What was wrong with Jake Bernstein’s trading newsletter?

Independent tracking by Commodity Traders Consumer Report found that following Bernstein’s actual newsletter recommendations from 1988 through 1992 produced losses for five consecutive years when realistic transaction costs were included. A $20,000 account following the 1992 recommendations would have been wiped out. A $20,000 account following the 1996 recommendations would have lost 95% of its value. These are not normal variance results. They are documented evidence of an approach with no trading edge being sold to retail customers.

How did Ken Roberts generate his personal wealth from trading?

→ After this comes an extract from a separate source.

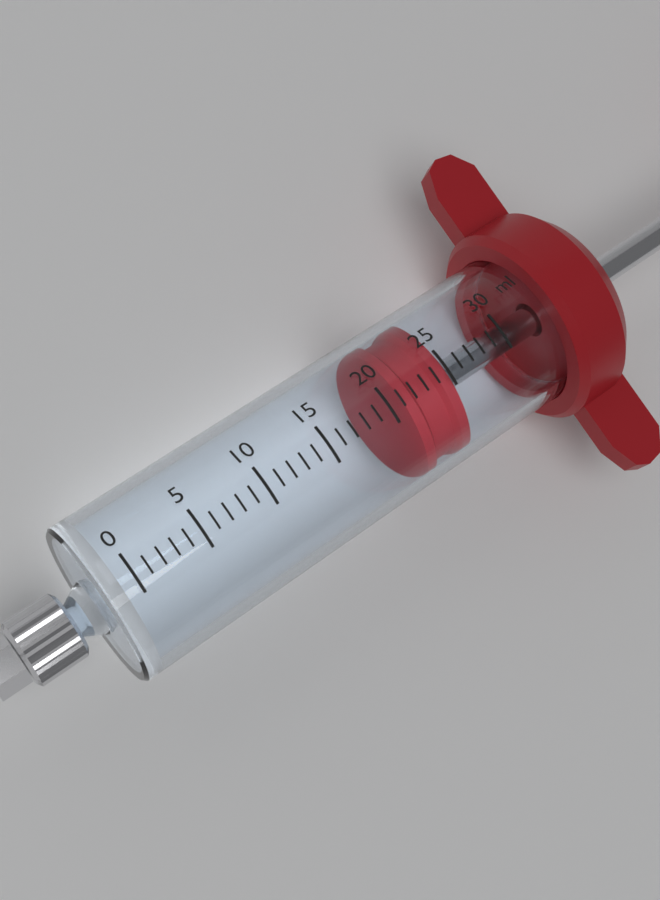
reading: 21 ml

Through product sales rather than trading profits: book sales at $195 per copy across over 300,000 claimed copies, seminar fees of $2,695 per attendee, newsletter subscriptions, and a financial interest in Main Street Trading brokerage, which charged $95 per trade commissions that virtually guaranteed small active trader losses through friction alone. The revenue was generated by selling the promise of trading success, not by producing it for clients.

What is the correct evidentiary standard for trading education?

The audited results of those who followed the approach, measured over a sufficient time period to distinguish genuine edge from variance. A seller’s personal wealth demonstrates that selling trading products is profitable. It demonstrates nothing about whether the trading approach works for buyers. The audited multi-decade performance records of systematic trend following managers provide the honest standard: this is what those who followed this approach actually earned.